MSTP is designed to be STP and RSTP compatible and interoperable without additional operational management practice, this is due to a set of measurements based on RSTP (Clause 17 of IEEE Std 802.1D, 2004 Edition) intending to provide the capability for frames assigned to different VLANs, to be transmitted along different paths within MST Regions.
Superseded by 802.1D-1998 P802.1p: Traffic Class Expediting and Dynamic Multicast Filtering Merged into 802.1D-1998 802.1D-1998: MAC Bridges (rollup of 802.1D-1990, 802.1j, 802.6k, P802.12e and P802.1p) Superseded by 802.1D-2004 P802.1r GARP Proprietary Attribute Registration Protocol (GPRP) Withdrawn 802.1t-2001 Technical and Editorial ...
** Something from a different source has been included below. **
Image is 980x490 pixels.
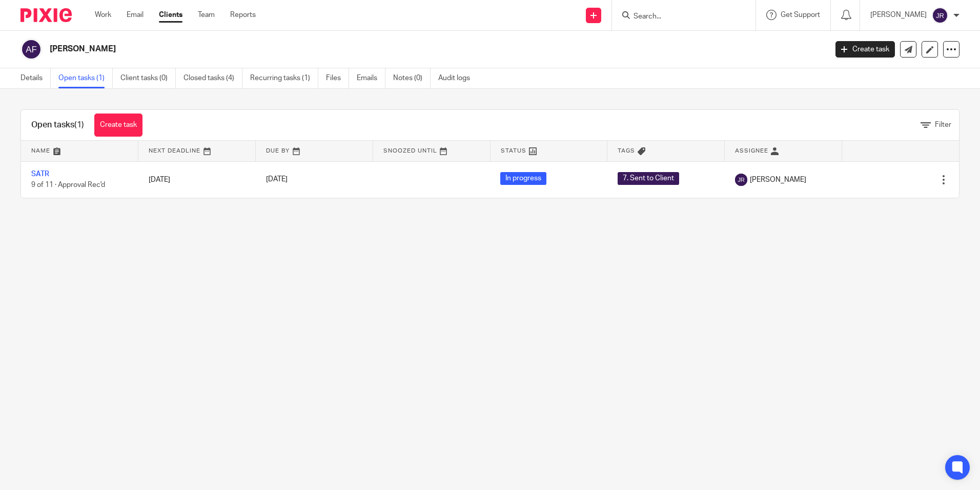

The replaced GVRP was essentially the same thing, but it used the services of the 802.1D-based GARP application. GVRP made use of GARP Information Declaration (GID) and GARP Information Propagation (GIP), which correspond to the MAP and MAD in MRP. It was defined in the original release of 802.1D-1998 until it was replaced by MVRP.
For example, MAC bridging (IEEE 802.1D) deals with the routing of Ethernet packets using a Spanning Tree Protocol. IEEE 802.1Q describes VLANs, and IEEE 802.1X defines a port-based network access control protocol, which forms the basis for the authentication mechanisms used in VLANs [62] (but it is also found in WLANs [63]) – it is what the ...
In contrast to standard Ethernet according to IEEE 802.3 and Ethernet bridging according to IEEE 802.1Q, time is very important in TSN networks.For real-time communication with hard, non-negotiable time boundaries for end-to-end transmission latencies, all devices in this network need to have a common time reference and therefore, need to synchronize their clocks among each other.